The camelina—besides taking up runoff and holding soil—also choked out weeds, eliminating the need for a pass with herbicide. Seitzer harvested the camelina in late spring when the soybeans were still low to the ground. Importantly, the soybean harvest that followed produced a normal yield.
Farmers like Seitzer who participate in Cargill’s pilot program are eligible for $20–$50 per acre through a Forever Green program called Environmental and Economic Clusters of Opportunity (EECO), which is funded by the Clean Water Council with support from the Minnesota Department of Agriculture.

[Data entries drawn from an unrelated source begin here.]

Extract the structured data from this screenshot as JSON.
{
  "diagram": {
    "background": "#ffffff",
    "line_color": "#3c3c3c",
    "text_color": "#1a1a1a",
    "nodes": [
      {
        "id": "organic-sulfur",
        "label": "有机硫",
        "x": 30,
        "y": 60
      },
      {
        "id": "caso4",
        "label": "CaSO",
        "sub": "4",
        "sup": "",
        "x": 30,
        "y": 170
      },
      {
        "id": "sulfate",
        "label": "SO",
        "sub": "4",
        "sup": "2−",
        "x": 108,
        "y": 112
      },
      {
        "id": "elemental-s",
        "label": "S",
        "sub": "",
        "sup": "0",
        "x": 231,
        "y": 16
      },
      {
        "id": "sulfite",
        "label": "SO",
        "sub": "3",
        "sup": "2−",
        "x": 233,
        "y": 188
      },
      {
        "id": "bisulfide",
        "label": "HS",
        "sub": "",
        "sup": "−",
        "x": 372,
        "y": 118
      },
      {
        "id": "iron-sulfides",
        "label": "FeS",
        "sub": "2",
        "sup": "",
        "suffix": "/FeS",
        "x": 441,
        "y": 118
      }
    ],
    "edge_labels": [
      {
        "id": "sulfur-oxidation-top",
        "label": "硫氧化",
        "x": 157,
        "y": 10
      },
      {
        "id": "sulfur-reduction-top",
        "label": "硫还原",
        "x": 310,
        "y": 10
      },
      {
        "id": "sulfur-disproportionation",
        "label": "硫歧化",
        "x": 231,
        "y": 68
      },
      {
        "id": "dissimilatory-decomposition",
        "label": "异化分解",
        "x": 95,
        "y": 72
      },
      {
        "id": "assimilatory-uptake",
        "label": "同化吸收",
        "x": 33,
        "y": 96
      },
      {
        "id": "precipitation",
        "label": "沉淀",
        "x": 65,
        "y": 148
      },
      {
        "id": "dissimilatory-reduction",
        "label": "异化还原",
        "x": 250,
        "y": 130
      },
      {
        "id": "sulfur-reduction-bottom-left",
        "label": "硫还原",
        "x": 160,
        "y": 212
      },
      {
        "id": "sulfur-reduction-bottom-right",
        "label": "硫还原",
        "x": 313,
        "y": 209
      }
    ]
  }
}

Seitzer said he could imagine working winter camelina into his farming, even without the financial support. “It has the benefits of the cover crop, but at the same time, it has the financial benefit to our farm as a cash crop,” he says. “It’s a win-win situation.”
Another Forever Green partnership is with MBOLD, a coalition of major food and farm companies, including General Mills, Compeer Financial, Target, and Schwan’s Company. A recent MBOLD report estimated a winter camelina cover crop could boost farm profits by $40 per acre.
Most importantly, Forever Green’s partnership with the Minnesota SAF Hub built a figurative pipeline from farm field to runway: Local farmers grew the winter camelina. Cargill processed the seed at its plant in West Fargo and shipped about 25,000 gallons of oil by rail to Montana for blending into SAF. The fuel traveled back to the Twin Cities, where it was pumped into the Delta jet that flew to New York.
Cureton says Forever Green is plotting a “path to the first million acres” planted in winter camelina and pennycress. “If we can get that first million acres, a lot of investments are going to be flowing—farmer engagement, commodity markets. If we can do that by 2030, that would be fast. Success is if we drive from here to Fargo and it’s green all the way—in April."